Qualified immunity is what prevents you from personally suing each member of the planning commission to pressure them in to reversing their decision. Think of it like the legal system throwing an exception, we aren't even going to consider this because your beef is with the city not an individual employee.
Police have qualified immunity because otherwise they would face personal lawsuits every time they wrote a rich guy a speeding ticket, or a convicted murderer has nothing better to do but get his law degree in prison.
In my opinion, qualified immunity is _not_ the problem. If an officer does something in their official capacity that is wrong, it is up to the department and the DA to deal with. Just like if the hypothetical planning commission did something illegal. Unfortunately police unions prevent that from being a viable option.
An anti-slapp law provides a short-circuit motion to dismiss. But the legal merits are still evaluated–just much earlier. An anti-slapp motion basically says: "Even if everything the plaintiff said were true, it's not legally actionable so end the case now".
Qualified Immunity is insane because it doesn't require a legal evaluation of the case. Qualified Immunity (practically) says: "because this exact fact pattern hasn't been tested before, the officer couldn't have known it was specifically wrong. Since the officer couldn't have known it was specifically wrong, we don't need to go any further".
That means, a case dismissed because of QI doesn't even end up demonstrating that the fact pattern was legally wrong!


_Assignment_: Write out exactly, excluding pictures, the lines from the one containing "Identify the location" through the end of the data, both included.

_Materials provided_:
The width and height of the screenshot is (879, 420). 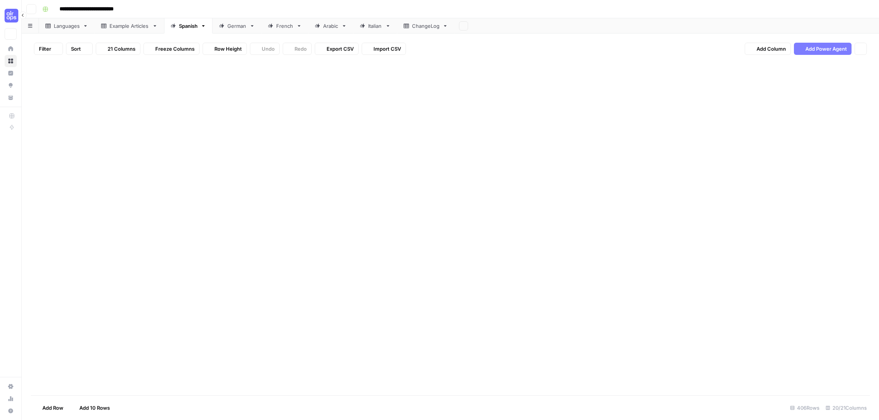 I want to click on a: Usage, so click(x=11, y=399).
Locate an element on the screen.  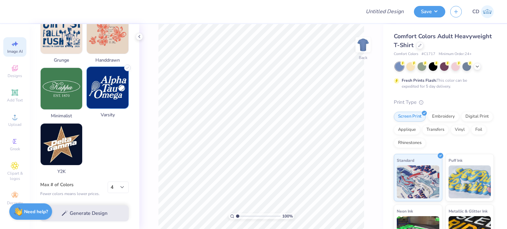
span: Puff Ink is located at coordinates (455, 160).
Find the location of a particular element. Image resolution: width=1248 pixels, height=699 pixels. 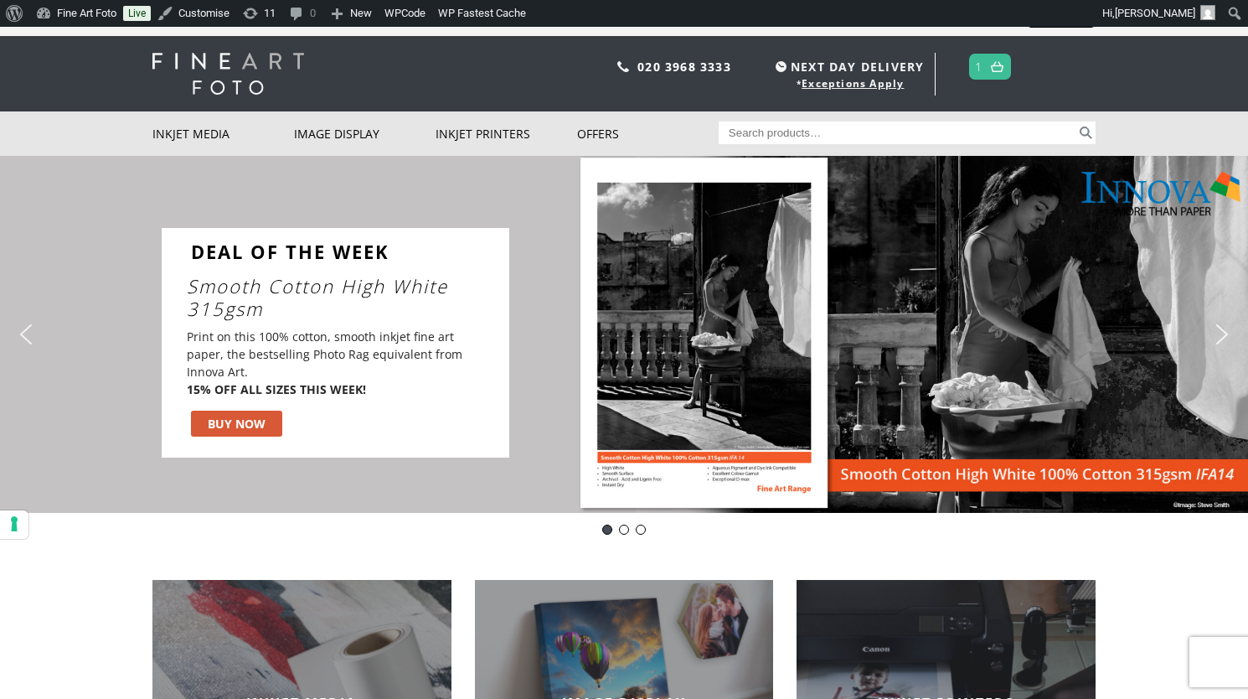

div: Choose slide to display. is located at coordinates (624, 530).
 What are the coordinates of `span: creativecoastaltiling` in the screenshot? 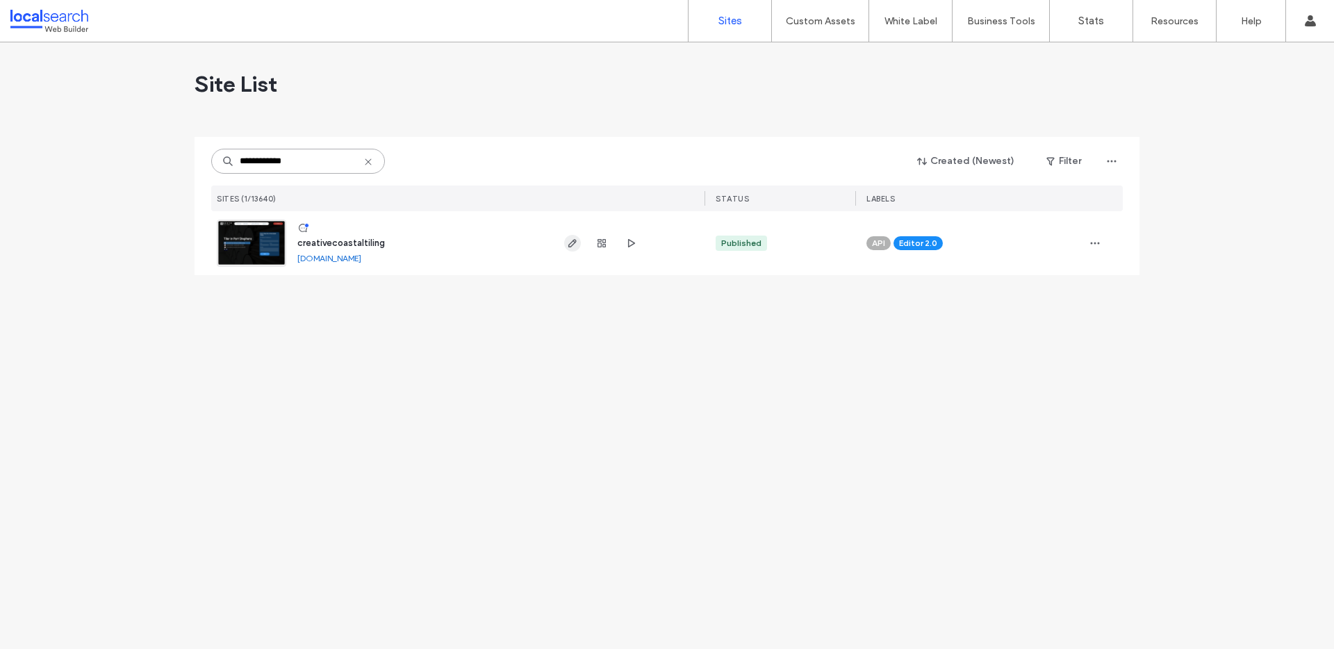 It's located at (341, 243).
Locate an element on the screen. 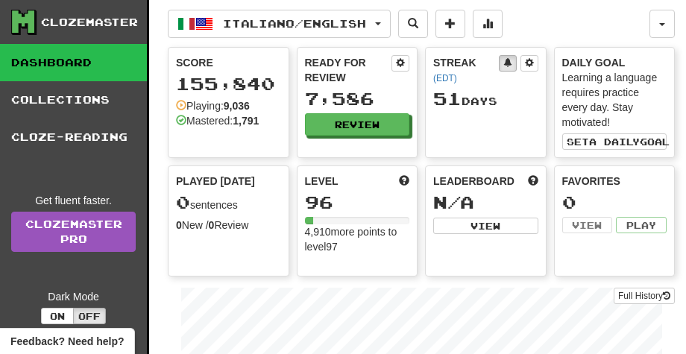  div: Day s is located at coordinates (486, 99).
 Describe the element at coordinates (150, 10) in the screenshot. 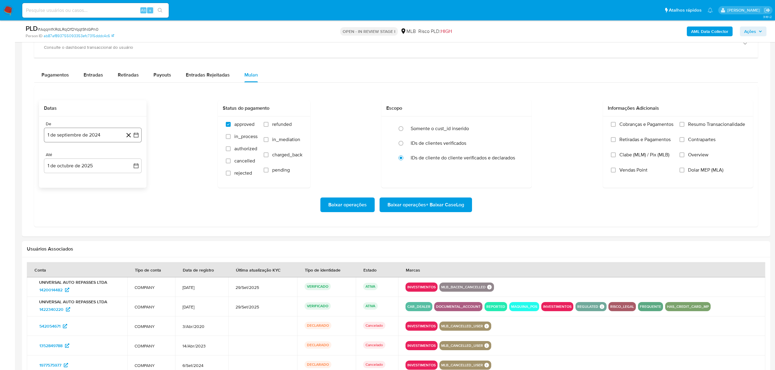

I see `span: s` at that location.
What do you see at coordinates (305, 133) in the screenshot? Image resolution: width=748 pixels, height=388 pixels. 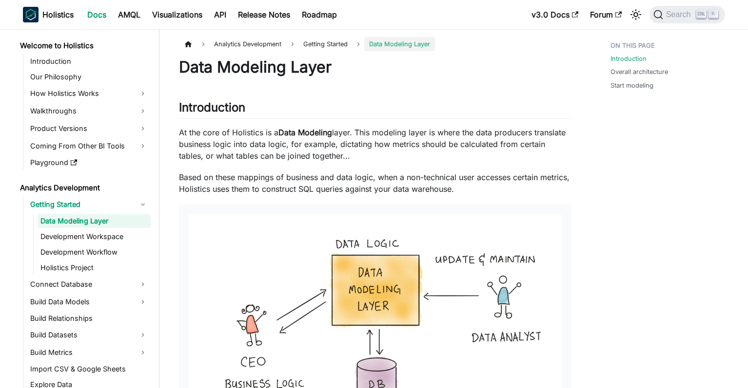 I see `strong: Data Modeling` at bounding box center [305, 133].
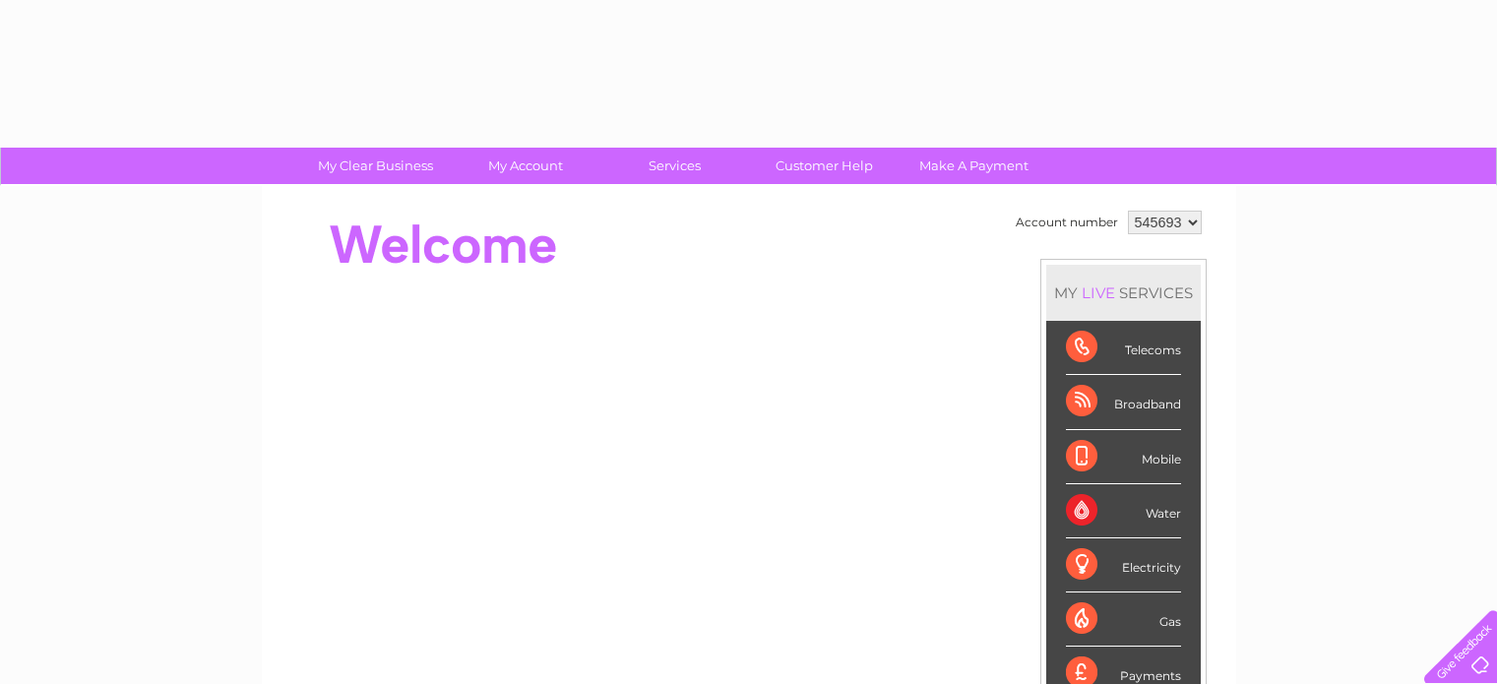 The image size is (1497, 684). Describe the element at coordinates (524, 165) in the screenshot. I see `a: My Account` at that location.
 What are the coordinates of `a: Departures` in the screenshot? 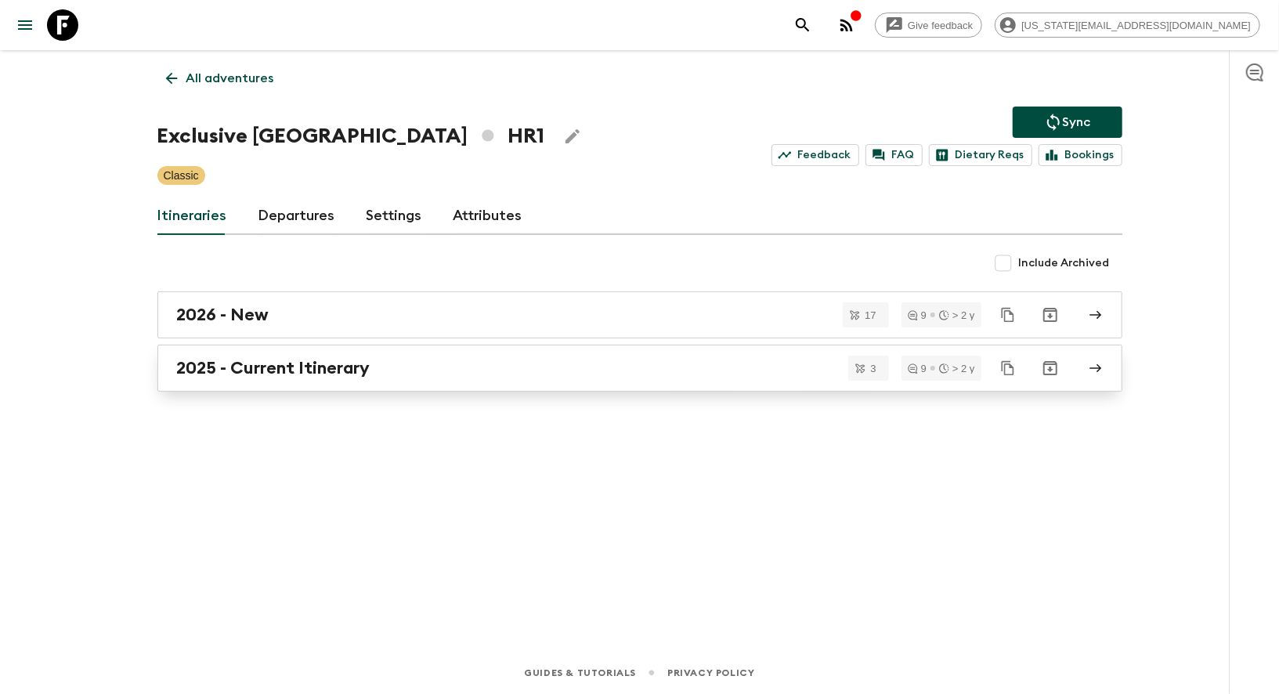 It's located at (297, 216).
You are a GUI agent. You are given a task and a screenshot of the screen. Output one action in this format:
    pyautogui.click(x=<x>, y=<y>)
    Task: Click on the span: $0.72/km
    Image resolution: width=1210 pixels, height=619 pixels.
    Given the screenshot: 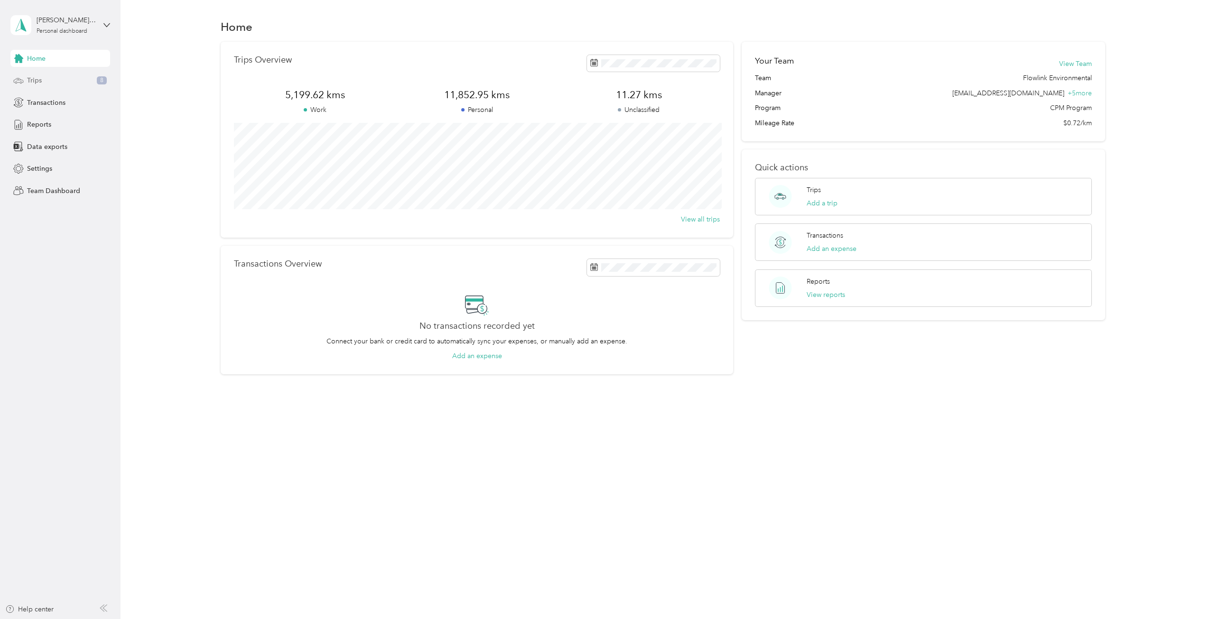 What is the action you would take?
    pyautogui.click(x=1077, y=123)
    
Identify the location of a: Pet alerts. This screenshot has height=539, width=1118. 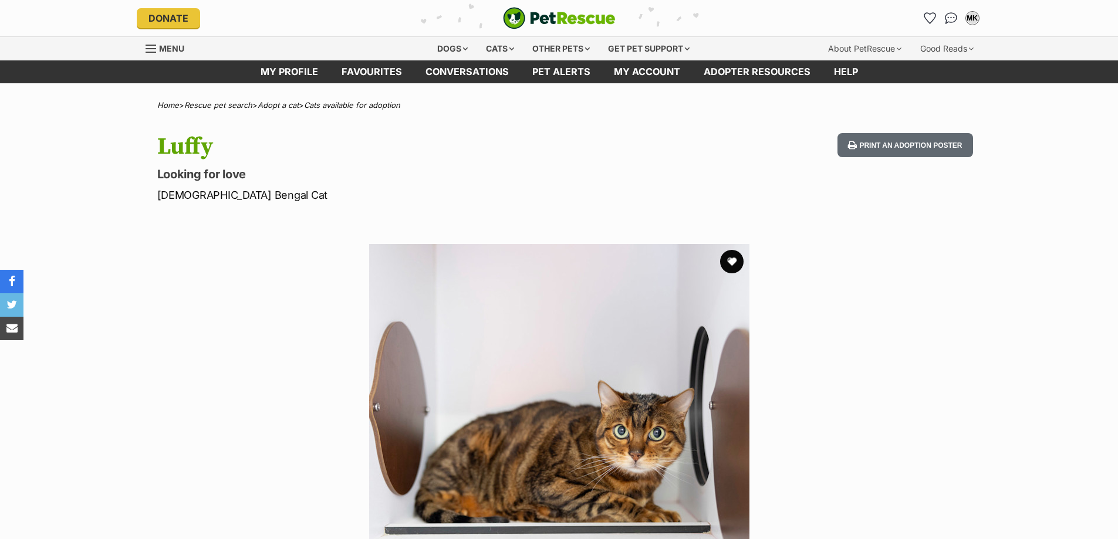
(561, 72).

_Result of this task_:
Identify the location of a: Pet alerts. This screenshot has height=539, width=1118. 
(561, 72).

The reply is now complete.